The Disappearing Act(51)
“Oh right! Thank you so much. Should I maybe come down?” I answer, trying not to betray the huge relief I feel at the fact that Lucy refused to let a stranger up to my apartment.
“No, it’s fine, I can bring it up. I just wanted to check you were okay to be disturbed this late.”
“Yeah, that would be fantastic, thanks, Lucy. Oh, and there’s something up with my security monitor. It’s not working.”
“Oh. Okay, I’ll take a look at it when I come up.”
Revised pages for Monday? I hang up and dash back into the living room to check my emails but there’s nothing about new scenes from either Universal or from my agents, which is odd. Nobody thought to tell me I’d have entirely new scenes to learn for Monday.
The package Lucy delivers is exactly what she described, another large packet similar to the first stamped with the studio logo. Once she hands it over I direct her to the broken monitor and its lifeless screen. She carefully removes the casing around the unit, revealing the circuitry beneath.
“Hmm, I thought it could be something simple like a dead battery,” she says, her forehead creased in concentration, “but it looks like these are hooked up to the mains.” She shrugs and carefully replaces the casing. “That’s annoying, but nothing to worry about. I can get someone from maintenance to take a look on Monday, if that works? I usually call up to check if someone arrives for you, anyway.”
“That would be fantastic,” I reply, my tone breezy, even though the thought of having no security monitor until Monday is deeply unsettling given what I now have sitting open on my coffee table. At least I can be assured Lucy is downstairs preventing anyone from randomly wandering up here in the night. And then there’s the security cameras along the hall. I can only pray that they’d be enough to put whoever hired Joanne off paying me a visit. I try not to think about the extreme coincidence of my camera going out after the very peculiar day I’ve had.
As soon as Lucy leaves, I double-lock the door behind her and carry my new script into the kitchen. Inside I find a note from Kathryn’s assistant, mentioning having already emailed me the scene numbers for Monday and the new pages, but now sending everything in hardcopy, too, just in case it’s easier for me that way.
I never received that email.
Kathryn’s assistant also includes a schedule in the package for the day of the screen test, which I have also never seen. For the first time, I find out that the call time for Monday is ten a.m. for hair and makeup, to start filming at noon. If I hadn’t just received this package I would have had no idea what scenes to prepare or when to arrive on Monday morning.
I’ve been deluding myself up until now; it’s not a coincidence that my most important emails are somehow not getting to me. I think of Cynthia’s unusually urgent confirmation email and wonder if perhaps it wasn’t her first attempt at getting through to me.
Without a thought I get up, walk straight out to my apartment hallway, and depress the door handle. It’s locked, as it should be. I shake my head at the thought but for a second there it seemed entirely possible that the apartment door lock as well as the security monitor might have been deliberately tampered with.
But nobody would be able to get into the apartment while I was out; they wouldn’t even let a courier upstairs just now. I must be having a problem with my server? Or could someone be accessing my email remotely?—but all my emails come direct to my mail app. I’m obviously no computer expert but other than a run-of-the-mill server problem, I can’t think of another rational reason I haven’t been getting emails.
Then it hits me. My computer isn’t necessarily the issue here; you can access emails via your phone too. I head back into the kitchen where it sits innocently on the countertop and try to remember if I left it unattended at any point today around Joanne. But my phone is password-protected, there’s no way she’d be able to open it even if she wanted to. Could it be that in the general chaos I somehow accidentally deleted my own emails? Not such a crazy thought given that I am apparently the only person other than cleaning staff who can get into this apartment. Am I getting so distracted I’m making these stupid mistakes or am I missing something? Either way I might have almost lost the most important job of my life.
I shake off all thoughts of Joanne, Emily, and emails and pull out the new script pages to take a look. It takes a moment to refocus before my work-brain kicks in. Thankfully the scenes they want me to do are the ones I half expected, and the dialogue has changed only slightly from the previous draft of the script.
There are three scenes to learn, and I have only one full day to prepare. It should be enough if I focus but I’ll need to get my head straight and back in the game.
I look at the oven clock. It’s too late to start learning lines tonight. Besides, I need to work out what the hell I’m going to say to the police tomorrow about the whole Joanne/Emily situation. I wonder for a second if I can delay going into the station—after all, this audition on Monday could change my life. But then I don’t think I could live with the idea of Emily not getting the help she might need. Besides, if I report it early tomorrow, I can put it to bed once and for all and have the rest of the day to focus on the script. Which gives me tonight to find out as much as I can about Emily’s disappearance.
My eyes stray back to the open laptop on the coffee table as I feel myself being dragged back into Emily’s life.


The problem | Reproduce the entire listing below exactly.

** Opening Exercise input block **

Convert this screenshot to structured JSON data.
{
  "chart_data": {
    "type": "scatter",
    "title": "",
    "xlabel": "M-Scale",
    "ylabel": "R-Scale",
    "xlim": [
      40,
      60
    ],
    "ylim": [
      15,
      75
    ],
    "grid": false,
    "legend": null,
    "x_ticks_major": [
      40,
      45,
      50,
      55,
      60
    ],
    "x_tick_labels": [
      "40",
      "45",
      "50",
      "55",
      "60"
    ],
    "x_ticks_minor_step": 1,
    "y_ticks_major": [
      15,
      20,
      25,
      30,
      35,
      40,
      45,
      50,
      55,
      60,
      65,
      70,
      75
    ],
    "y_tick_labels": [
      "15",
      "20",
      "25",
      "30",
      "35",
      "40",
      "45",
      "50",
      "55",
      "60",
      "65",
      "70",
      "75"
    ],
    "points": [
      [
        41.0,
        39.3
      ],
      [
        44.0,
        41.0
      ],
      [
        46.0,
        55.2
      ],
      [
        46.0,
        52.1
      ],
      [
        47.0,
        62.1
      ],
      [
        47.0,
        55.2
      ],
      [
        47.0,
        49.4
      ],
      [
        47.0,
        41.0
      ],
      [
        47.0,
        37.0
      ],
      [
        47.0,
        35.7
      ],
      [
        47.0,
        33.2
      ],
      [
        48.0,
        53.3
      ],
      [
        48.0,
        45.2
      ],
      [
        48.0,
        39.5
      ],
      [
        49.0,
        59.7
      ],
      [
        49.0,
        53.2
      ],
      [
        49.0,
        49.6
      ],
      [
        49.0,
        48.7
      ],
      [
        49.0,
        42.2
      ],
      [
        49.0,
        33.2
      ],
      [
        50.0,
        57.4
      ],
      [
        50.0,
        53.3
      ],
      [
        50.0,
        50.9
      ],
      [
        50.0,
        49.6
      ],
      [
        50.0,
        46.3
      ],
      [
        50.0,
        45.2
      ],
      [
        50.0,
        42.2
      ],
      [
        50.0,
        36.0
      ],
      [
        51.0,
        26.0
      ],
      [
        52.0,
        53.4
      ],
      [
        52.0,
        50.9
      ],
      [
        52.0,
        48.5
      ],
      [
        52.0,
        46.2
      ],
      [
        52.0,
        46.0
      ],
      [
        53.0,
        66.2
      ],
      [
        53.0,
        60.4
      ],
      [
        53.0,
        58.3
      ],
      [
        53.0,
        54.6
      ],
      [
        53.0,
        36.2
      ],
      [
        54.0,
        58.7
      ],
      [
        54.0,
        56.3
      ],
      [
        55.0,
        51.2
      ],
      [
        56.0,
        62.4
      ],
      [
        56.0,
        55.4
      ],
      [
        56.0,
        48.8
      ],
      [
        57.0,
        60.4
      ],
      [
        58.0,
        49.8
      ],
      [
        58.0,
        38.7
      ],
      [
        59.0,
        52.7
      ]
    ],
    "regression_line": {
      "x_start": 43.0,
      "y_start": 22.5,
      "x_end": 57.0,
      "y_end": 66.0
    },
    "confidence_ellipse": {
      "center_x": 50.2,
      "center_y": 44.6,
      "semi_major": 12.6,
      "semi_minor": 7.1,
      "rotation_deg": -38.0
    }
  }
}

** Closing Exercise input block **

Exercise output |
Convert this screenshot to structured JSON data.
{
  "chart_data": {
    "type": "scatter",
    "title": "",
    "xlabel": "M-Scale",
    "ylabel": "R-Scale",
    "xlim": [
      40,
      60
    ],
    "ylim": [
      15,
      75
    ],
    "grid": false,
    "legend": null,
    "x_ticks_major": [
      40,
      45,
      50,
      55,
      60
    ],
    "x_tick_labels": [
      "40",
      "45",
      "50",
      "55",
      "60"
    ],
    "x_ticks_minor_step": 1,
    "y_ticks_major": [
      15,
      20,
      25,
      30,
      35,
      40,
      45,
      50,
      55,
      60,
      65,
      70,
      75
    ],
    "y_tick_labels": [
      "15",
      "20",
      "25",
      "30",
      "35",
      "40",
      "45",
      "50",
      "55",
      "60",
      "65",
      "70",
      "75"
    ],
    "points": [
      [
        41.0,
        39.3
      ],
      [
        44.0,
        41.0
      ],
      [
        46.0,
        55.2
      ],
      [
        46.0,
        52.1
      ],
      [
        47.0,
        62.1
      ],
      [
        47.0,
        55.2
      ],
      [
        47.0,
        49.4
      ],
      [
        47.0,
        41.0
      ],
      [
        47.0,
        37.0
      ],
      [
        47.0,
        35.7
      ],
      [
        47.0,
        33.2
      ],
      [
        48.0,
        53.3
      ],
      [
        48.0,
        45.2
      ],
      [
        48.0,
        39.5
      ],
      [
        49.0,
        59.7
      ],
      [
        49.0,
        53.2
      ],
      [
        49.0,
        49.6
      ],
      [
        49.0,
        48.7
      ],
      [
        49.0,
        42.2
      ],
      [
        49.0,
        33.2
      ],
      [
        50.0,
        57.4
      ],
      [
        50.0,
        53.3
      ],
      [
        50.0,
        50.9
      ],
      [
        50.0,
        49.6
      ],
      [
        50.0,
        46.3
      ],
      [
        50.0,
        45.2
      ],
      [
        50.0,
        42.2
      ],
      [
        50.0,
        36.0
      ],
      [
        51.0,
        26.0
      ],
      [
        52.0,
        53.4
      ],
      [
        52.0,
        50.9
      ],
      [
        52.0,
        48.5
      ],
      [
        52.0,
        46.2
      ],
      [
        52.0,
        46.0
      ],
      [
        53.0,
        66.2
      ],
      [
        53.0,
        60.4
      ],
      [
        53.0,
        58.3
      ],
      [
        53.0,
        54.6
      ],
      [
        53.0,
        36.2
      ],
      [
        54.0,
        58.7
      ],
      [
        54.0,
        56.3
      ],
      [
        55.0,
        51.2
      ],
      [
        56.0,
        62.4
      ],
      [
        56.0,
        55.4
      ],
      [
        56.0,
        48.8
      ],
      [
        57.0,
        60.4
      ],
      [
        58.0,
        49.8
      ],
      [
        58.0,
        38.7
      ],
      [
        59.0,
        52.7
      ]
    ],
    "regression_line": {
      "x_start": 43.0,
      "y_start": 22.5,
      "x_end": 57.0,
      "y_end": 66.0
    },
    "confidence_ellipse": {
      "center_x": 50.2,
      "center_y": 44.6,
      "semi_major": 12.6,
      "semi_minor": 7.1,
      "rotation_deg": -38.0
    }
  }
}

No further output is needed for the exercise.